The Education Department last week released a guide aimed at helping states enhance their systems for holding schools and districts accountable for student performance.
States need better information about performance and better methods for acting on such information, officials said, to satisfy the growing demands of legislators for ways to ensure “a return on their investment.”
Chester E. Finn Jr., the assistant secretary for educational research and improvement, offered a medical analogy for the suggested evaluation methods. “If you are going to the doctor, you want the doctor to have on hand a thermometer, a blood-pressure scan, and, if something is seriously wrong, a cat scan,” he said.
“What we are offering here,” he continued, “is the educational equivalent of a cat scan. It’s terribly important that education doctors have access to such things.”
‘Responsible and Responsive’
The report, “Creating Responsible and Responsive Accountability Systems,” urges states to measure student achievement with a variety of indicators, not simply with test scores.
And data on school and district performance should be published in language understandable to the public, it says.
In addition, it recommends that states use such indicators to identify high- and low-performing schools, and consider a broad range of incentives and sanctions to encourage high performance.
“If state intervention is considered appropriate,” the report says, states should give low-performing districts a chance to improve before intervention.
South Carolina, which provides monetary rewards for high-performing districts and the possibility of intervention for those with low measures on a range of indicators, has the best accountability system, according to Mr. Finn. But several other states employ elements of effective systems as well, he said.
Noting that 33 states are considering changes in the way they collect and report data on student and school performance, the report predicts that it could “encourage its own obsolescence.”
The report was prepared by a 27-member task force appointed by the department’s office of educational research and improvement. The panel included representatives from 10 states and five national organizations.
‘Very Hot’ Issue
Based on reports from the participants and interviews with officials from other states, the report also includes data from a 50-state survey conducted by the Council of Chief State School Officers.
Preliminary versions of the report were discussed last summer at meetings of the Education Commission of the States and the National Conference of State Legislatures. (See Education Week, Aug. 3 and June 22, 1988.)
The issue of accountability is “very hot in state legislatures,” observed Terry Peterson, chairman of the panel and executive director of South Carolina’s joint business-legislative oversight committee.
State lawmakers will approve proposed increases in state education spending, Mr. Peterson said, only if they are given “better evidence of a return on their investment.”
Although 46 states collect data for accountability purposes, the report says, the uses of such data vary widely. It notes, for example, that performance data “trigger other state actions aimed at improving education” in only 26 states.
Uses Beyond ‘Reporting’
State accountability systems can be effective only if they are “used to improve schools,” it argues.
“Reporting to the public is a critical mechanism for ensuring that schools are answerable for their performance,” it states. “But if the use of accountability data stops with newspaper articles or reports to parents, attempts to remedy poor performance or sustain high performance may be haphazard, ineffective, and short-lived.”
The report notes that states must devise systems based on their own needs and political traditions, but it offers “guidelines” for improvements.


> Instructions to follow:
All of the data should be repeated exactly; pictures are not part of the copy.

> Provided records:
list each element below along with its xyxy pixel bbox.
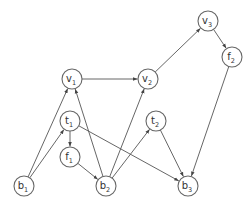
edge-b2-to-v1 <box>75 89 103 177</box>
edge-v2-to-v3 <box>155 28 200 72</box>
edge-b2-to-t2 <box>112 129 150 178</box>
edge-b1-to-t1 <box>30 130 64 178</box>
edge-t1-to-b3 <box>79 126 179 181</box>
node-b3: b3 <box>178 176 198 196</box>
node-t2: t2 <box>146 111 166 131</box>
node-b1: b1 <box>14 176 34 196</box>
directed-graph: v1v2v3f2t1f1t2b1b2b3 <box>0 0 250 208</box>
node-v1: v1 <box>62 69 82 89</box>
edge-t2-to-b3 <box>160 130 183 177</box>
node-b2: b2 <box>96 176 116 196</box>
node-f2: f2 <box>222 47 242 67</box>
node-v3: v3 <box>198 11 218 31</box>
node-f1: f1 <box>60 147 80 167</box>
node-v2: v2 <box>138 69 158 89</box>
edge-v3-to-f2 <box>214 29 227 48</box>
edges-layer <box>28 28 229 181</box>
edge-f1-to-b2 <box>78 163 98 179</box>
nodes-layer: v1v2v3f2t1f1t2b1b2b3 <box>14 11 242 196</box>
edge-b2-to-v2 <box>110 89 145 177</box>
node-t1: t1 <box>60 111 80 131</box>
edge-f2-to-b3 <box>191 67 228 177</box>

> Final answer:
list each element below along with its xyxy pixel bbox.
edge-b2-to-v1 <box>75 89 103 177</box>
edge-v2-to-v3 <box>155 28 200 72</box>
edge-b2-to-t2 <box>112 129 150 178</box>
edge-b1-to-t1 <box>30 130 64 178</box>
edge-t1-to-b3 <box>79 126 179 181</box>
node-b3: b3 <box>178 176 198 196</box>
node-t2: t2 <box>146 111 166 131</box>
node-b1: b1 <box>14 176 34 196</box>
directed-graph: v1v2v3f2t1f1t2b1b2b3 <box>0 0 250 208</box>
node-v1: v1 <box>62 69 82 89</box>
edge-t2-to-b3 <box>160 130 183 177</box>
node-b2: b2 <box>96 176 116 196</box>
node-f2: f2 <box>222 47 242 67</box>
node-v3: v3 <box>198 11 218 31</box>
node-f1: f1 <box>60 147 80 167</box>
node-v2: v2 <box>138 69 158 89</box>
edge-v3-to-f2 <box>214 29 227 48</box>
edges-layer <box>28 28 229 181</box>
edge-f1-to-b2 <box>78 163 98 179</box>
nodes-layer: v1v2v3f2t1f1t2b1b2b3 <box>14 11 242 196</box>
edge-b2-to-v2 <box>110 89 145 177</box>
node-t1: t1 <box>60 111 80 131</box>
edge-f2-to-b3 <box>191 67 228 177</box>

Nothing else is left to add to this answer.